Quote from: Rabidpanda on 12/11/2012 10:31 pmQuote from: Hyperion5 on 12/11/2012 08:38 pmEstimated performance: 394 sec Vac IspThat seems way too high for methane.Well that's at 98% efficiency. Anything lower and you'll be seeing your engine Isp dropping into the 380s.
Quote from: Hyperion5 on 12/12/2012 12:07 amQuote from: Rabidpanda on 12/11/2012 10:31 pmQuote from: Hyperion5 on 12/11/2012 08:38 pmEstimated performance: 394 sec Vac IspThat seems way too high for methane.Well that's at 98% efficiency. Anything lower and you'll be seeing your engine Isp dropping into the 380s. What's your source for that? The highest number I've seen people give methane/lox is around 380 seconds.
If you'd asked me this twenty years ago I'd have shown you a sketch for a parallel burn LH2/LOX launcher, lift-off weight 360 tonnes, boosters and core 5 meters in diameter, the core stage powered by 1 SSME performance with each of 2 boosters powered by a pair of similar engines, I figured about 15-18 tonnes to LEO. The boosters lowered for recovery under paragliders, the core main engine housed in a up-side-down reentry capsule for recovery, the core stage tank going into orbit to be of future use.Now I'd advocate subsonic air-launch with various orbital upper stages: 1. A 140 tonne LH2/LOX space-plane with a 5 tonne, 8 person emergency re-enty capsule sitting semi-recessed into the LOX tank as with a fighter plane cockpit. 2. An unmanned version to act as a fuel truck. 3. An unmanned version with the capsule replaced with a PL fairing.I see a natural progression to larger faster carrier aircraft, with the system evolving to using an orbital tether to catch the space-plane.
Reusable and cheap enough to fly every day. It'd become ultra reliable and cheap.
Quote from: Robotbeat on 12/12/2012 05:25 amReusable and cheap enough to fly every day. It'd become ultra reliable and cheap.Indeed, though I'd add a change to partially reusable.

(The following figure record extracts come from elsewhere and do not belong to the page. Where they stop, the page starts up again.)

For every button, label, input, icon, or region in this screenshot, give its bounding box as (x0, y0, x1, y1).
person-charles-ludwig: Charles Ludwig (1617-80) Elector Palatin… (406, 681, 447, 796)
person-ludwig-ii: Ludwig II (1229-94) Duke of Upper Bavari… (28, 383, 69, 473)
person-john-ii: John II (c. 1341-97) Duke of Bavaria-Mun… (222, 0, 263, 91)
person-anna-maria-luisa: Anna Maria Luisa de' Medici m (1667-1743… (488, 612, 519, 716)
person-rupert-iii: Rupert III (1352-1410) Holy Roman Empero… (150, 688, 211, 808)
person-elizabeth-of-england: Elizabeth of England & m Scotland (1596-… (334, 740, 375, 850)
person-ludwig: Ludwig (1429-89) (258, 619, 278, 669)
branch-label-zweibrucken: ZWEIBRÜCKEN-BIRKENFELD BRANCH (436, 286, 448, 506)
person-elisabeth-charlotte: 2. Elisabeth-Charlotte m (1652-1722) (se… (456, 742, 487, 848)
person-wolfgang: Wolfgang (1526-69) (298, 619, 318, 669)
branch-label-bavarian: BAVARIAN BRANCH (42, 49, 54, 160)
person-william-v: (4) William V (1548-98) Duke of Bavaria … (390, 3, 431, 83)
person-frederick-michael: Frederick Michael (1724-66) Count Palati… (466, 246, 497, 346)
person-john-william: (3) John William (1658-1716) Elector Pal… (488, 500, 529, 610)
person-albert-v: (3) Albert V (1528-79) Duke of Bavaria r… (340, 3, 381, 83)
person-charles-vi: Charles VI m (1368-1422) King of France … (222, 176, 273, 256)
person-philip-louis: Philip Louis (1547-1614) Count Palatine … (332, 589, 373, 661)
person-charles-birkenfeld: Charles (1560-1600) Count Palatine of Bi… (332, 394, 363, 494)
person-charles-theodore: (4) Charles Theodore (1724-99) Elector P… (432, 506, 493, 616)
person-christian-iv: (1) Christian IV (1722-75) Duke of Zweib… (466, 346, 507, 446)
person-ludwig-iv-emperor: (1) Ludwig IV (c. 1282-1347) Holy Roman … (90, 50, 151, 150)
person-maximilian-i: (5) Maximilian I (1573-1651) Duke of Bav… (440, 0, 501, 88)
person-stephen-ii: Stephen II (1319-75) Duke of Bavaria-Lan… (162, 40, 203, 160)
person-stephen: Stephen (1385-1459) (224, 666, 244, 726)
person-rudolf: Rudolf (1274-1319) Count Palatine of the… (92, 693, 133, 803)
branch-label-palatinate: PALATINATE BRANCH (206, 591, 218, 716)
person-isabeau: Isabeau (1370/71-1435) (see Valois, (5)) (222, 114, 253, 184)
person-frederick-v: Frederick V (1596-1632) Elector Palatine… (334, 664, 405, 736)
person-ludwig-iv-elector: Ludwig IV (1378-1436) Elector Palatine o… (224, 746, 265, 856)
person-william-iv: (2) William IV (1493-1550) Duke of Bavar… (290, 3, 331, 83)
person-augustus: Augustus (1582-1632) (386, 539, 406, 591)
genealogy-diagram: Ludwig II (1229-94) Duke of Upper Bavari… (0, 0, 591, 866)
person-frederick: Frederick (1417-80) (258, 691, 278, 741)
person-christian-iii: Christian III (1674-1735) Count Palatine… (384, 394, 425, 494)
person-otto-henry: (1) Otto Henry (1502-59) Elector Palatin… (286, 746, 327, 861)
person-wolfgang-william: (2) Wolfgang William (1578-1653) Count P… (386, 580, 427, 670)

Give me a few billion, and I think I would pursue a TSTO with a reusable methane first stage that does as much of the delta V as is practical, and then a disposable, mass-produced pressure fed second stage.
Quote from: neilh on 12/11/2012 08:49 pmWhat's the ultimate commercial aircraft design?bingo
So, the point is not "ultimate" as in final forever, but rather the style of design that many companies will converge on after many years of operation.